On Thu, Oct 2, 2014 at 1:30 PM, Dimitri Fontaine <
dimitri@2ndquadrant.fr> wrote:
>
> Hi fellow hackers,
>
> I would like to work on a new feature allowing our users to assess the
> amount of trouble they will run into when running a DDL script on their
> production setups, *before* actually getting their services down.
>
> The main practical example I can offer here is the ALTER TABLE command.
> Recent releases are including very nice optimisations to it, so much so
> that it's becoming increasingly hard to answer some very basic
> questions:
>
> - what kind of locks will be taken? (exclusive, shared)
> - on what objects? (foreign keys, indexes, sequences, etc)
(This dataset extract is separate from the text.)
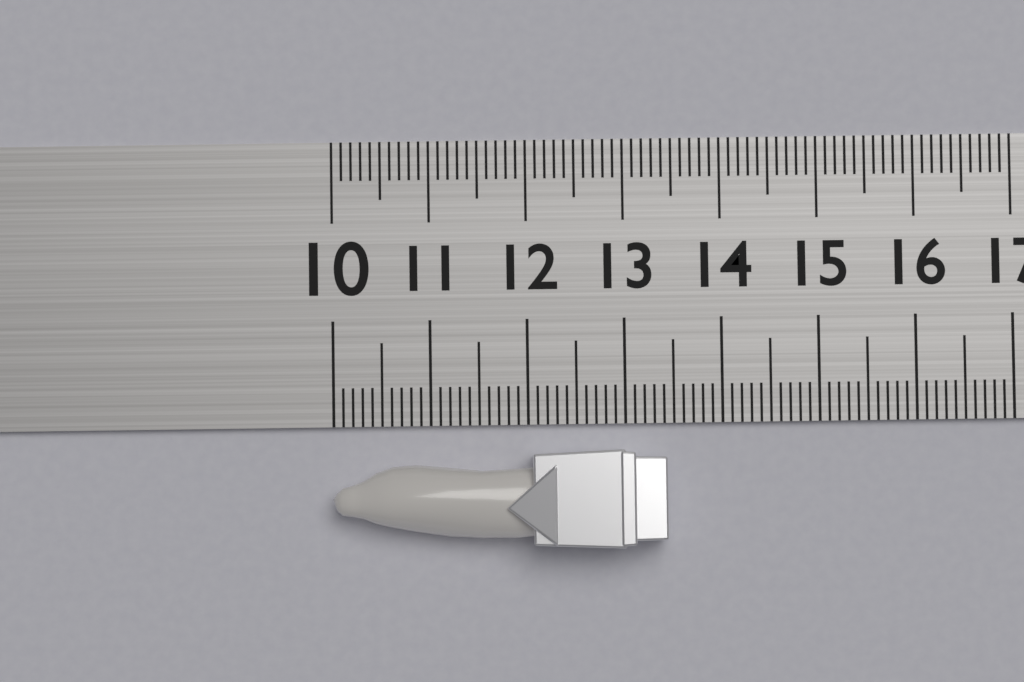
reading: 13.4 (no unit)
> - will the table have to be rewritten? the indexes?
>
> Of course the docs are answering parts of those, but in particular the
> table rewriting rules are complex enough that “accidental DBAs” will
> fail to predict if the target data type is binary coercible to the
> current one.
>
> Questions:
>
> 1. Do you agree that a systematic way to report what a DDL command (or
> script, or transaction) is going to do on your production database
> is a feature we should provide to our growing user base?
>
> 2. What do you think such a feature should look like?
>
> 3. Does it make sense to support the whole set of DDL commands from the
> get go (or ever) when most of them are only taking locks in their
> own pg_catalog entry anyway?
>
> Provided that we are able to converge towards a common enough answer to
> those questions, I propose to hack my way around and send patches to
> have it (the common answer) available in the next PostgreSQL release.